Supreme Court 9, Lawfare 0 in the Trump Ballot Case A unanimous Court says Colorado can’t banish the former President.

https://www.wsj.com/articles/donald-trump-v-anderson-supreme-court-opinion-9-0-colorado-ballot-presidential-election-7486b815?mod=opinion_lead_pos1

The Supreme Court’s unanimous decision Monday restoring Donald Trump on Colorado’s presidential ballot is no surprise after the oral argument in Trump v. Anderson last month. But it’s still a landmark, and a victory for the Constitution and democracy over partisan lawfare.

The Justices overturned a 4-3 decision by the Colorado Supreme Court that invoked Section 3 of the post-Civil War 14th Amendment, which bars candidates from holding federal or state office if they have engaged in an “insurrection or rebellion.” An Illinois state judge and the Maine secretary of state have also ruled Mr. Trump ineligible, though other states have differed.

The High Court cleared up the confusion in robust fashion in an unsigned per curiam opinion that went to the heart of federal versus state power in determining the qualifications for candidates. Letting states enforce Section 3, the Court explains, would create a “patchwork” of electoral policies that would “‘sever the direct link that the Framers found so critical between the National Government and the people of the United States’ as a whole.”

“Conflicting state outcomes concerning the same candidate could result not just from differing views of the merits, but from variations in state law governing the proceedings,” the Court adds. “Some States might allow a Section 3 challenge to succeed based on a preponderance of the evidence, while others might require a heightened showing.”

This peril is particularly grave for the Presidency, which “represent[s] all the voters in the Nation,” the Court stresses. States could remove candidates at different times, which “could dramatically change the behavior of voters, parties and States.”

Imagine the uproar that would ensue if a judge or election official in a swing state disqualified Mr. Trump after he won the election. “Nothing in the Constitution requires that we endure such chaos—arriving at any time or different times, up to and perhaps beyond the Inauguration,” the Court writes.

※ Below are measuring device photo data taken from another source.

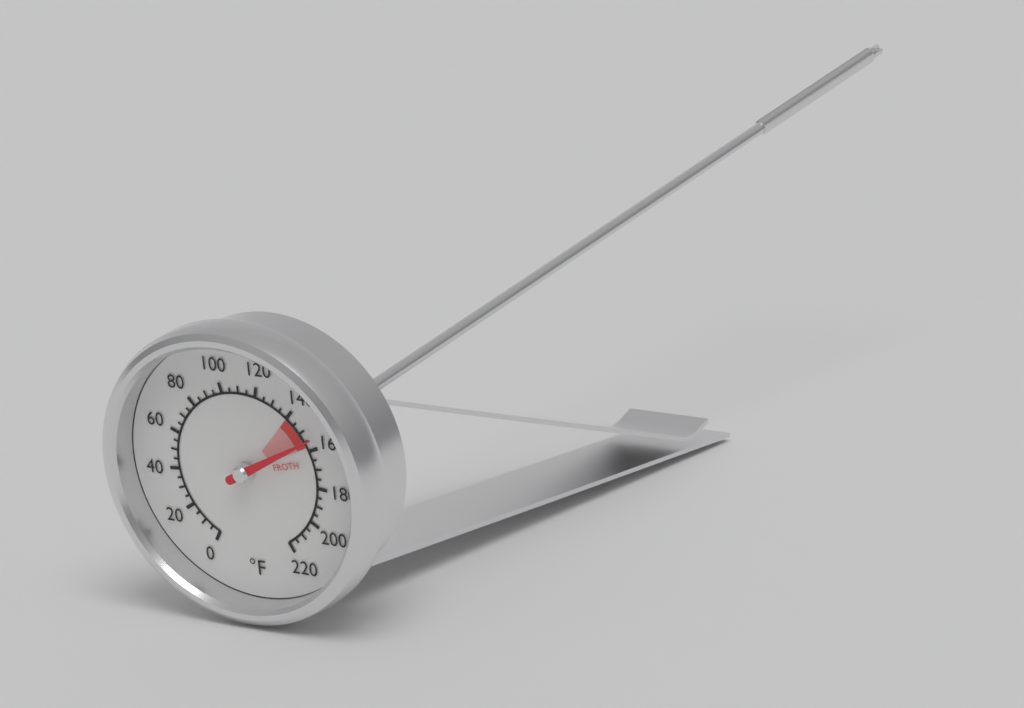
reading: 155 °F
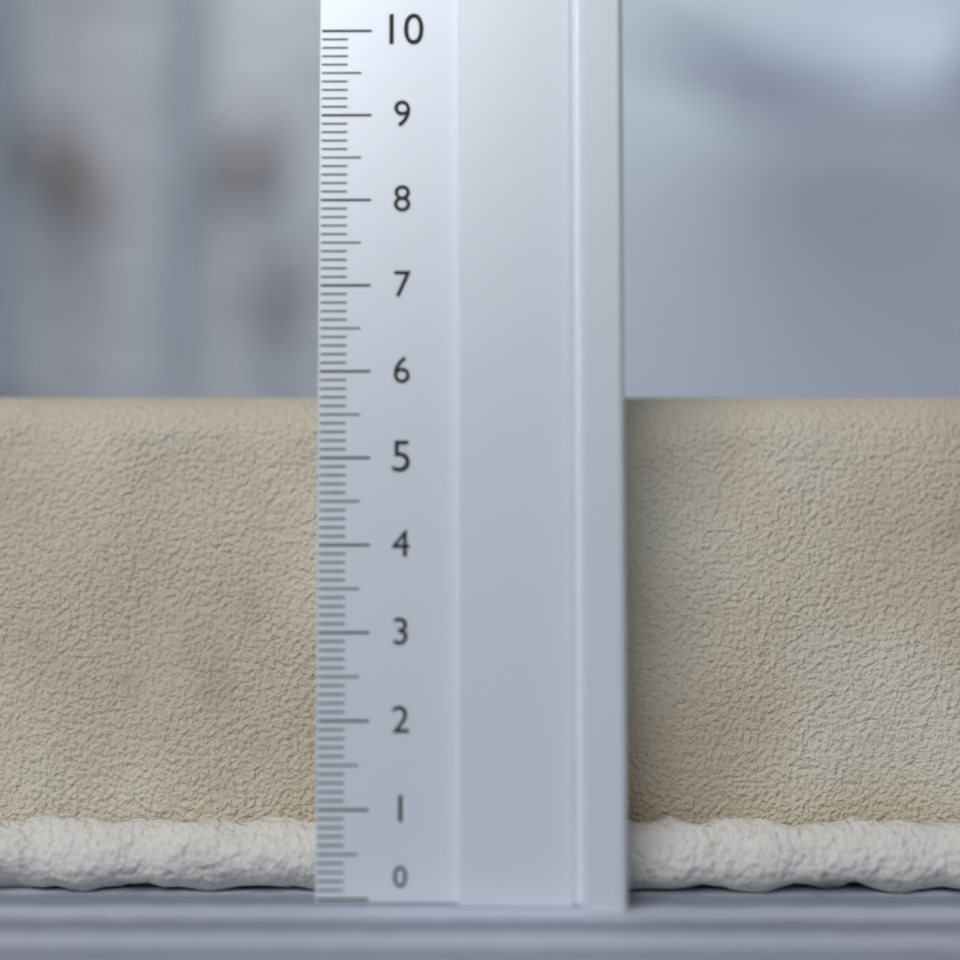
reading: 5.9 (no unit)
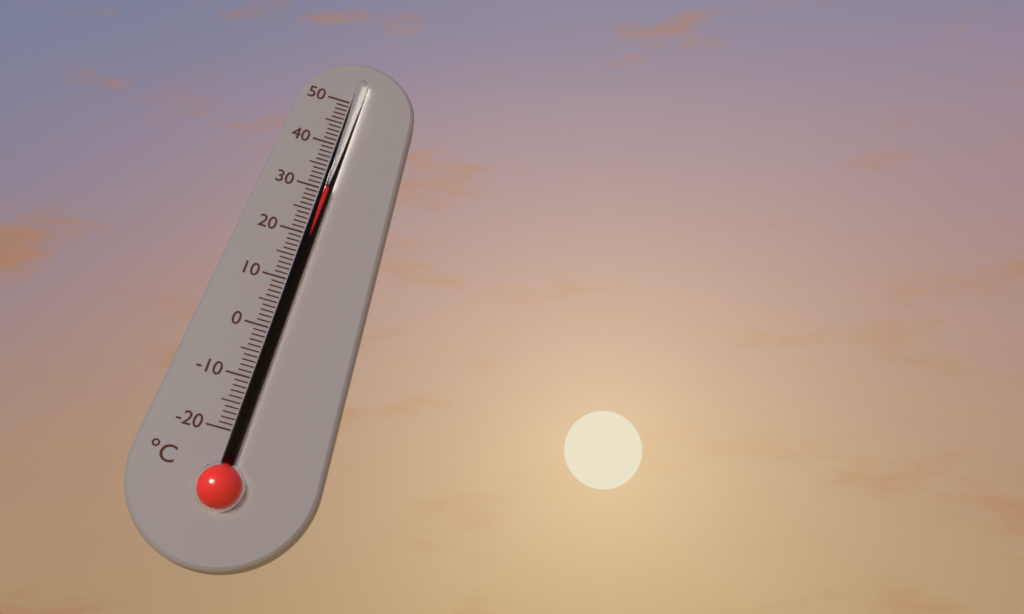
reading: 30 °C
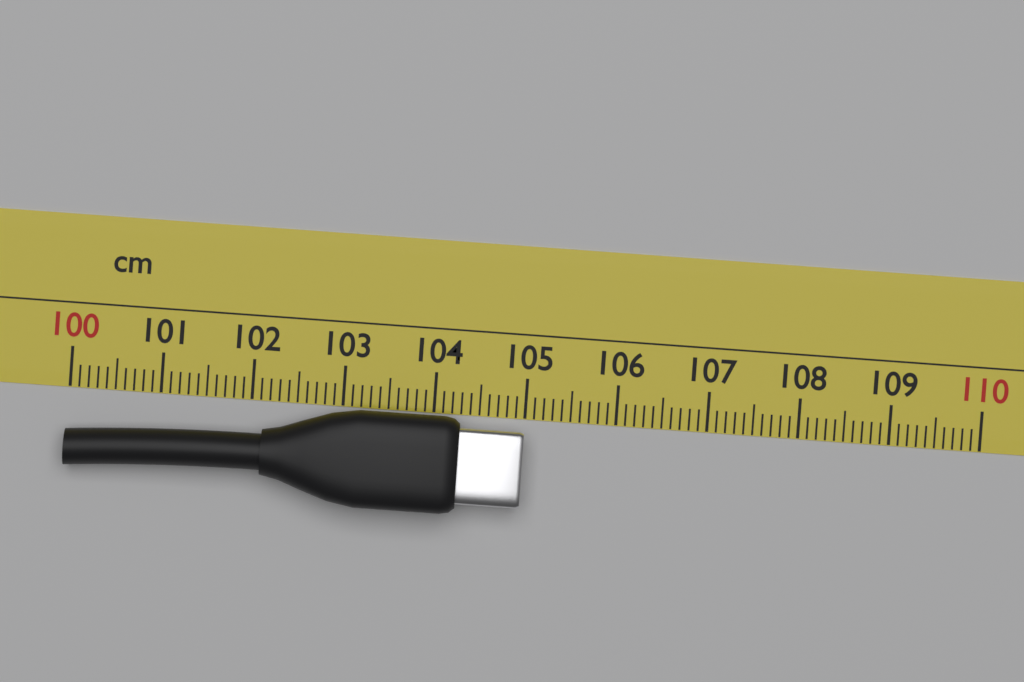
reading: 105.0 cm
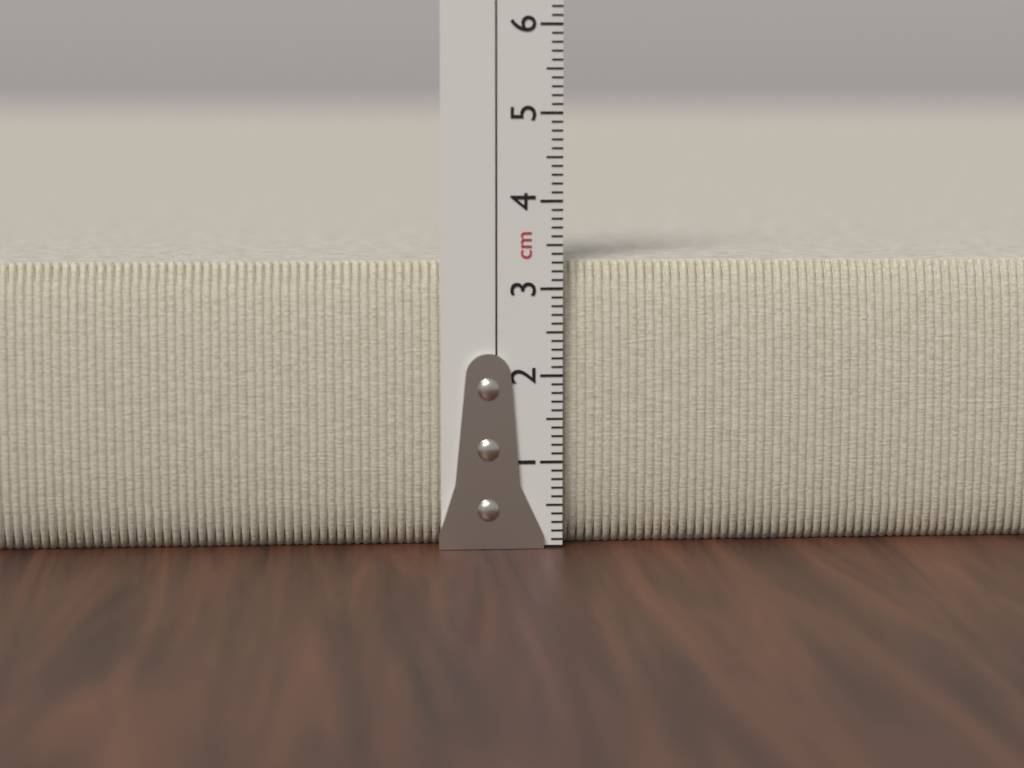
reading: 3.3 cm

The ruling is shrewd in avoiding the fraught political question of whether Jan. 6 was an insurrection, and whether the President qualifies as an “officer of the United States” under Section 3. Deciding these questions wasn’t necessary to decide the case. The unanimous judgment will reassure the public and shows how out of line the Colorado Supreme Court was.

It’s a shame, therefore, that the unanimity broke down over how Section 3 can be enforced by the federal government. The majority ruled that Section 5 of the 14th Amendment empowers Congress to pass “appropriate legislation” to “enforce” Section 3. Congress must pass a specific law to trigger Section 3, and that means prosectors or executive-branch officials can’t invoke it on their own accord.

Justices Sonia Sotomayor, Elena Kagan and Ketanji Brown Jackson issued an opinion concurring with the Court’s ruling but objecting that “the majority shuts the door on other potential means of federal enforcement,” such as the prosecution of an insurrectionist. (Justice Amy Coney Barrett hinted at a similar view in a much shorter concurrence.)

The liberals say the majority didn’t need to reach the enforcement question to decide the case, and went out of their way to “decide novel constitutional questions to insulate this Court and petitioner [Mr. Trump] from future controversy.” That strikes us as a cheap shot. The Justices aren’t protecting Mr. Trump, who hasn’t been charged with insurrection.

The Justices routinely offer multiple reasons to support a ruling, and the majority was right to put Section 3 in the context of the Constitution’s Electors Clause and Elections Clause. The majority is providing important constitutional clarity to help lower courts in future cases, and shutting the door on future politicized use of Section 3 is a democratic service.

The liberals’ concurrence makes us wonder if they aren’t setting out a new objection to conservative rulings that will now appear in many dissents—to wit, that the rulings are needlessly broad. But they didn’t need to raise such a mildly discordant note in such an important decision as this one.

The good news nonetheless is that the Justices were unanimous on the basic constitutional question. The presidential race should be decided by voters, not by partisans misusing the law to strike candidates from the ballot.